Generate a random number from 1 to 100. Spin the wheel for the visual draw, or tap Quick Pick when you just want the answer.
Paste your list below, one item per line
If 1-10 is the everyday range, 1-100 is the universal one. It maps cleanly onto percentages, fits the size of most school classrooms and small offices, and gives enough granularity to feel like a real draw. People use it for raffles, probability lessons, sports brackets, prize wheels, decision pressure (pick a number 1-100 and explain why), and a hundred other small games of chance.
The wheel on this page is pre-set to that range so you do not have to type anything. One tap on Spin and a number from 1 to 100 is yours, complete with the spinning animation that makes the draw feel real instead of arbitrary. The pre-set range removes the friction of choosing endpoints, which matters when you want a quick answer mid-conversation.
Each draw is a single call to Math.random(), multiplied by 100, floored, and incremented by one. The result is a uniformly distributed integer from 1 to 100 inclusive. Uniform means every value is equally likely, so 1 is no rarer than 50 and 100 is no rarer than 1 — a misconception that is surprisingly common when people see the wheel slow down near a small number.
The animation chooses the result first, then calculates the exact angle needed to land on that slice and rotates the wheel to that position with an easing curve.

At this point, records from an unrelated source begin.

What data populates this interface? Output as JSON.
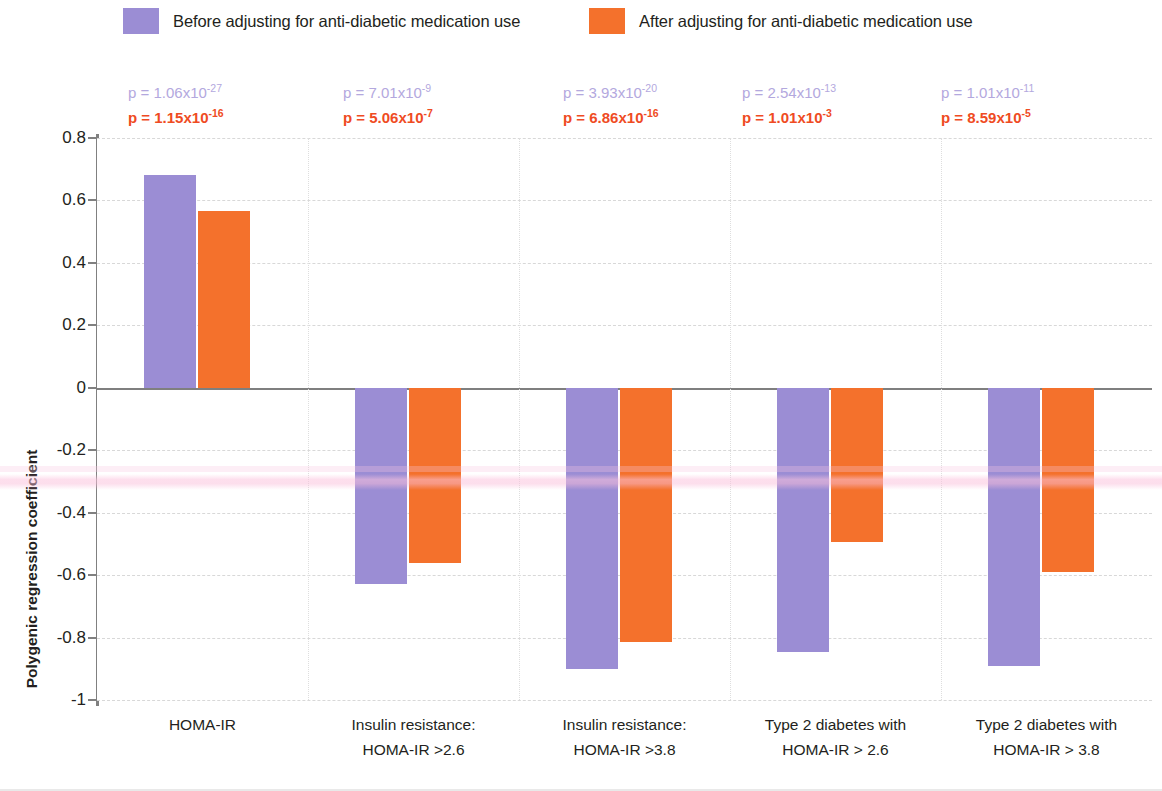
{
  "legend": {
    "items": [
      {
        "label": "Before adjusting for anti-diabetic medication use",
        "color": "#9b8dd4",
        "key": "before"
      },
      {
        "label": "After adjusting for anti-diabetic medication use",
        "color": "#f4712c",
        "key": "after"
      }
    ]
  },
  "axis": {
    "y_title": "Polygenic regression coefficient",
    "y_ticks": [
      "0.8",
      "0.6",
      "0.4",
      "0.2",
      "0",
      "-0.2",
      "-0.4",
      "-0.6",
      "-0.8",
      "-1"
    ]
  },
  "pvalues": [
    {
      "before": "p = 1.06x10",
      "before_exp": "-27",
      "after": "p = 1.15x10",
      "after_exp": "-16"
    },
    {
      "before": "p = 7.01x10",
      "before_exp": "-9",
      "after": "p = 5.06x10",
      "after_exp": "-7"
    },
    {
      "before": "p = 3.93x10",
      "before_exp": "-20",
      "after": "p = 6.86x10",
      "after_exp": "-16"
    },
    {
      "before": "p = 2.54x10",
      "before_exp": "-13",
      "after": "p = 1.01x10",
      "after_exp": "-3"
    },
    {
      "before": "p = 1.01x10",
      "before_exp": "-11",
      "after": "p = 8.59x10",
      "after_exp": "-5"
    }
  ],
  "category_labels": [
    {
      "line1": "HOMA-IR",
      "line2": ""
    },
    {
      "line1": "Insulin resistance:",
      "line2": "HOMA-IR >2.6"
    },
    {
      "line1": "Insulin resistance:",
      "line2": "HOMA-IR >3.8"
    },
    {
      "line1": "Type 2 diabetes with",
      "line2": "HOMA-IR > 2.6"
    },
    {
      "line1": "Type 2 diabetes with",
      "line2": "HOMA-IR > 3.8"
    }
  ],
  "chart_data": {
    "type": "bar",
    "title": "",
    "xlabel": "",
    "ylabel": "Polygenic regression coefficient",
    "ylim": [
      -1,
      0.8
    ],
    "ytick_step": 0.2,
    "grid": true,
    "legend_position": "top",
    "categories": [
      "HOMA-IR",
      "Insulin resistance: HOMA-IR >2.6",
      "Insulin resistance: HOMA-IR >3.8",
      "Type 2 diabetes with HOMA-IR > 2.6",
      "Type 2 diabetes with HOMA-IR > 3.8"
    ],
    "series": [
      {
        "name": "Before adjusting for anti-diabetic medication use",
        "color": "#9b8dd4",
        "values": [
          0.68,
          -0.63,
          -0.9,
          -0.845,
          -0.89
        ],
        "pvalues": [
          "1.06x10-27",
          "7.01x10-9",
          "3.93x10-20",
          "2.54x10-13",
          "1.01x10-11"
        ]
      },
      {
        "name": "After adjusting for anti-diabetic medication use",
        "color": "#f4712c",
        "values": [
          0.565,
          -0.56,
          -0.815,
          -0.495,
          -0.59
        ],
        "pvalues": [
          "1.15x10-16",
          "5.06x10-7",
          "6.86x10-16",
          "1.01x10-3",
          "8.59x10-5"
        ]
      }
    ]
  }
}
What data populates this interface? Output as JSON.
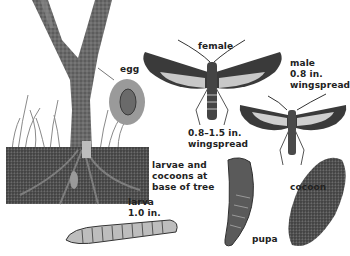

So while the spin looks like a physical process, it is actually a controlled animation playing back a result that was already decided.
By default the wheel uses sampling with replacement. Every spin is independent and the same number can come up multiple times. This is the right mode for simulations, probability demos, and most casual picks.
Toggle without replacement and the wheel removes each drawn number from the pool. After 100 spins you will have seen every integer from 1 to 100 exactly once, in random order. This mode is what you want for a raffle of up to 100 tickets, assigning unique IDs in a workshop, or generating a shuffled sequence for an experiment.
Teachers use 1-100 wheels to call on students by roll number, pick a math problem from a numbered worksheet, or run a quick odds-and-evens lesson. Probability classes love it for demonstrating the law of large numbers — spin 1,000 times, plot the results, and watch the histogram flatten out into a near-uniform distribution.
Workshop hosts use 1-100 to pick a participant, draw a prize, or break ties. With no-replacement mode you can run a small lottery where every participant gets one and only one number, and the wheel keeps drawing until every prize is assigned.
Browser pseudo-randomness is fine for everything described above, but it is not cryptographically secure. Do not use this wheel to generate one-time codes, security PINs that protect real assets, or anything where unpredictability matters for safety. For those uses your platform's crypto.getRandomValues or a server-side secure RNG is the right tool, since they draw on real entropy sources that resist prediction even by sophisticated attackers.
It is also not a guarantee for real lotteries — picking 1-100 here will not improve your odds in a state lottery any more than choosing your birthday would. The wheel is for fun, decisions, and classroom learning, not for monetized gambling. If you find yourself spinning the wheel hoping it can pick winning numbers, that is a sign to step away.
The wheel is also not an authoritative random number service for scientific research. If you are publishing statistical work that requires verified randomness, use a documented and seeded random number generator inside your analysis pipeline so your results are reproducible. This wheel is built for human use, not automation.